PUBLIC HERO #1 (1935)

This movie felt like a combination of WHITE HEAT (without the Oedipal psychodrama and the masterful Cagney performance) and BRINGING UP BABY (without the dinosaur or the leopard). Chester Morris is a Fed planted in prison to help crack a murderous holdup gang, led by Joseph Calleia. They break out of prison and, while on the lam, run into Calleia's sister, Jean Arthur. Her interaction with Morris when they first meet is the stuff of screwball comedy--she's whimsically pushy and he's interested but preoccupied--but soon the tone turns back to crime melodrama. Lionel Barrymore is a drunken doctor who tends to the gang members when they return all shot up from their heists. Like Arthur, his performance is comic at first, then more melodramatic. Barrymore gets top billing, which I assume must have been some kind of contractual perk since his is definitely a supporting role. He also seems to be running on half-speed, which for some is perhaps preferable to his full speed (though I tend to find Lionel Barrymore a definite plus in any film).

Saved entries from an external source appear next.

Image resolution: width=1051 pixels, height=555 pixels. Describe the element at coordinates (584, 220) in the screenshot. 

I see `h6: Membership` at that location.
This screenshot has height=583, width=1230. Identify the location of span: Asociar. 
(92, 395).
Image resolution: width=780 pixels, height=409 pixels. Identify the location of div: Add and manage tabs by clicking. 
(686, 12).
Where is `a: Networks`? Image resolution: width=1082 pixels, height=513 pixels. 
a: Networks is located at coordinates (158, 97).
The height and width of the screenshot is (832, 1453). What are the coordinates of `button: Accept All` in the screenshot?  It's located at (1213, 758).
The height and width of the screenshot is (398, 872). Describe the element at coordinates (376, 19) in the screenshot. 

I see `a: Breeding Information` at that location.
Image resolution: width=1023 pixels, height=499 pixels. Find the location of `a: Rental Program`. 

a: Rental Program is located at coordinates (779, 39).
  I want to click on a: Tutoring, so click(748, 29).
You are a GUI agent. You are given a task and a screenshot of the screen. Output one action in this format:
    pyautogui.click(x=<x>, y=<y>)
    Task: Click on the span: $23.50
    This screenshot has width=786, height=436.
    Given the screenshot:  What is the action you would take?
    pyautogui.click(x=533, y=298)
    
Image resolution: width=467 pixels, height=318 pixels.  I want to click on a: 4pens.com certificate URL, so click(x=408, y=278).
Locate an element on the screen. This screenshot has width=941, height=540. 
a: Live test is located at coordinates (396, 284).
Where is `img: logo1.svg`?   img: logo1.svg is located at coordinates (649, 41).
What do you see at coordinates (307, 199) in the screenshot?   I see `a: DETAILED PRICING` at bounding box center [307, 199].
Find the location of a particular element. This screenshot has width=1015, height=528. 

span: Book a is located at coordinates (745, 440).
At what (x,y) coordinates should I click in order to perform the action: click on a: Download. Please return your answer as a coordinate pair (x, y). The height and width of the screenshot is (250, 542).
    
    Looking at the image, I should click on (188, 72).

I think I'm growing fond of Chester Morris. I've only seen him in a handful of movies, but he does the cocky and/or stoic part well. He's also sort of good looking, if you like the broken-nose, square-jaw look of the comic book hero. I know his biggest fame was as Boston Blackie, but I've never seen one of those movies. As far as acting chops, he can't really keep up with Arthur or Barrymore, but in his scenes in the prison early in the movie, where he's not competing with them, he's pretty good. Arthur is, as always, very good and fun to watch. Not a classic, but certainly worth catching if for nothing else for its odd mix of screwball romance and prison-escape melodrama.